Richard Cohen I don’t get (pace JVL, who had a kind word for him last week). The Washington Post columnist seems to judge the credibility of accusations by how repellent they make Bush out to be. It didn’t matter that Bush never justified the war in Iraq by charging the Saddam Hussein played a role in the 9/11 attacks. For Cohen to pummel this strawman in column after column, it was apparently enough that this particular slander made Bush out to be a really unconscionable and over-the-top liar.
And now, in Cohen’s eyes, Ted Kennedy is a font of wisdom on the subject of President Bush. This is the same Ted Kennedy who recently said that U.S. soldiers were no better than Saddam’s torturers. And now Kennedy says that "arrogant ideological incompetence" explains, in Cohen’s words, "all that ails both Bush and his administration—everything from a misguided crusade to liberate Iraq (and the Middle East) from despotism to the strut of the president himself."
First off, the phrase is barely English.
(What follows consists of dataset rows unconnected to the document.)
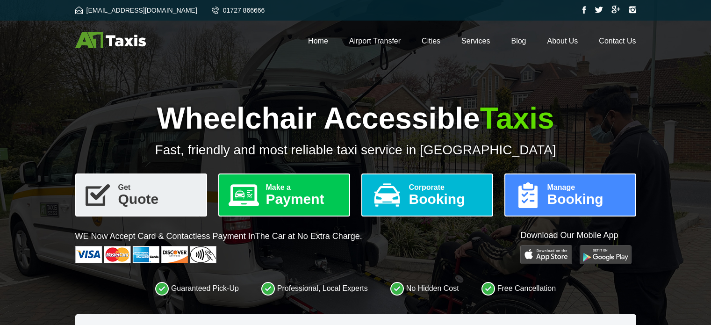 The width and height of the screenshot is (711, 325). Describe the element at coordinates (425, 289) in the screenshot. I see `li: No Hidden Cost` at that location.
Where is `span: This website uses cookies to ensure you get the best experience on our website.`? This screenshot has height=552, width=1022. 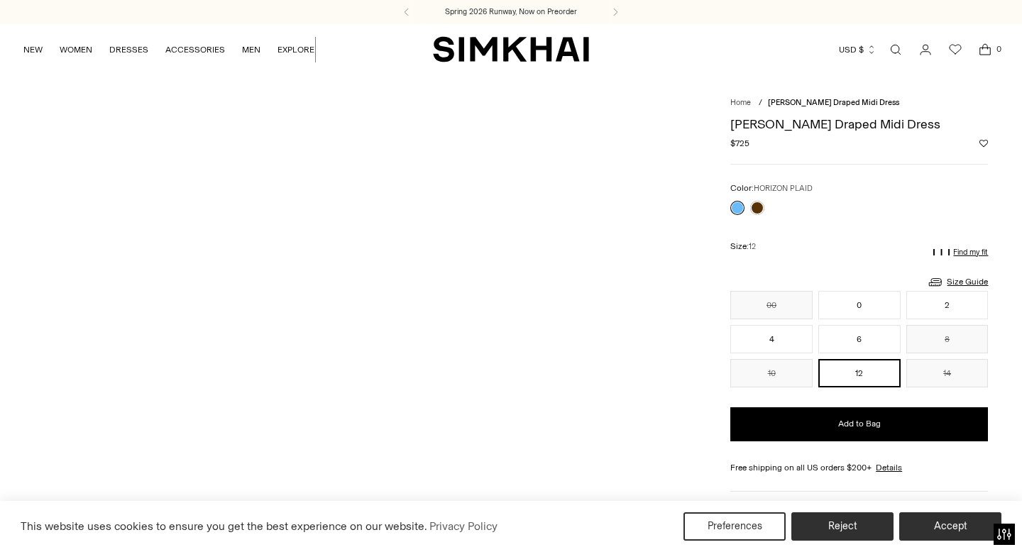
span: This website uses cookies to ensure you get the best experience on our website. is located at coordinates (223, 526).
Ideology, incompetence, and arrogance are not the same thing as "arrogant ideological incompetence." Also, by Cohen’s own account, what the president suffers from is wishful thinking, especially in imagining that Iraqis would get all warm and fuzzy about being liberated. But wishful thinking is hardly an exclusive property of Bushies or neoconservatives or even incompetent people. Part three, Kennedy, last I checked, was a key adviser to the Kerry campaign, and it is as an unabashed Kerry partisan that he is delivering red meat to the hungry left-wingers who are demoralized since the Republican convention. How is that a smarter-than-thou columnist like Cohen lets himself be seen lapping it up?
But let’s get back to the non-warm-and-fuzzy Iraqis. Is it somehow only moral to help nice people? Only cotton-sweater, bank-commercial types should be liberated from the brutal fist of dictatorship? Which kind of people does Cohen believe deserve to be free? Only ones who say thank you?